Oxford also provided his and Edith’s first home together – 50 St John’s Street. They rented rooms here from a Miss Mahon.

“Our parents would tell stories of how they would enter her kitchen with some trepidation to find piles of unwashed dishes mounting up towards the ceiling, and on top of such a pile, a large cockerel looking down at them with an unnerving expression in its eye.”

The rooms were only a short walk from his new workplace for the NED in the Old Ashmolean building in Broad Street. (In the photo on the right of the Old Ashmolean Building, Bradley and Craigie are seated at the front desks on the right of the picture; between them, two desks further back, is Onions.)

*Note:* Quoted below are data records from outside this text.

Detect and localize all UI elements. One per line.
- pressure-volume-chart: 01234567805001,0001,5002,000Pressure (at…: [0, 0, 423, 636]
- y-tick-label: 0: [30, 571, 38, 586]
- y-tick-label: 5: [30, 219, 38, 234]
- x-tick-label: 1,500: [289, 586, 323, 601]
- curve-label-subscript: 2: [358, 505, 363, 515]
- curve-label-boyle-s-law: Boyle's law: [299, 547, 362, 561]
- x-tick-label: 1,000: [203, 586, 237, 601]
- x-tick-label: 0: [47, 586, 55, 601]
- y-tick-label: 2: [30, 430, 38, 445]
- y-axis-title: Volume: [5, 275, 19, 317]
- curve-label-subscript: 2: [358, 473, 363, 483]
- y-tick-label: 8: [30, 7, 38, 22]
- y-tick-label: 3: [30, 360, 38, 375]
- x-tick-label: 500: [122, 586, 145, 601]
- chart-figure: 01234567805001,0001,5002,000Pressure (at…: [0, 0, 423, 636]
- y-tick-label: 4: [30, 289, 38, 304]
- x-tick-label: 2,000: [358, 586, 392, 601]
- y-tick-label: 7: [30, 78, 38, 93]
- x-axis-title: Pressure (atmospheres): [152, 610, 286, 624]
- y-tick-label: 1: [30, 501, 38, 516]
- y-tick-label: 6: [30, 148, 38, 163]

Tolkien found that he liked his work at the NED, and also that he liked his colleagues, especially CT Onions. In his first weeks, he researched the etymology of “warm”, “wasp”, “water”, “wick” and “winter”. The depth to which he took his research can easily be demonstrated from the entry for “wasp”, which cited comparable forms in Old Saxon, Middle Dutch, Modern Dutch, Old High German, Middle Low German, Middle High German, Modern German, Old Teutonic, primitive pre-Teutonic, Lithuanian, Old Slavonic, Russian and Latin. He found that the dictionary work taught him a lot about languages, and later said that in the period 1919 – 1920 he learnt more than in any other two year period.

His supervisor also saw that enthusiasm and expertise, saying that Tolkien showed evidence of an unusually thorough mastery of Anglo-Saxon and of the facts and principles of the comparative grammar of the Germanic languages.

“I have never known a man of his age who was in these respects his equal”

Tolkien’s work at the dictionary was not meant to occupy him full-time, and it was expected that he would supplement his income by teaching in the University. He made it known that he was willing to take on students, and colleges began to respond, particularly Lady Margaret Hall and St Hugh’s, both women’s colleges who badly needed a tutor in Anglo-Saxon.

Soon the Tolkiens decided that they could afford the rent of a small house, and moved to 1 Alfred Street (now called Pusey Street). They moved there in late summer 1919, engaged a cook-housemaid, and brought Edith’s beloved piano was out of storage. Soon she fell pregnant again.

By spring 1920, Tolkien was earning enough from tuition to give up the NED. He continued to work on “The Book of Lost Tales”, reading the “Fall of Gondolin” to the Essay Club at Exeter College, where it was well received.

But the family’s plans suddenly changed when Tolkien applied for the post of Reader in English Language at the University of Leeds, scarcely expecting to be considered. However, considered he was, and eventually he was offered the post.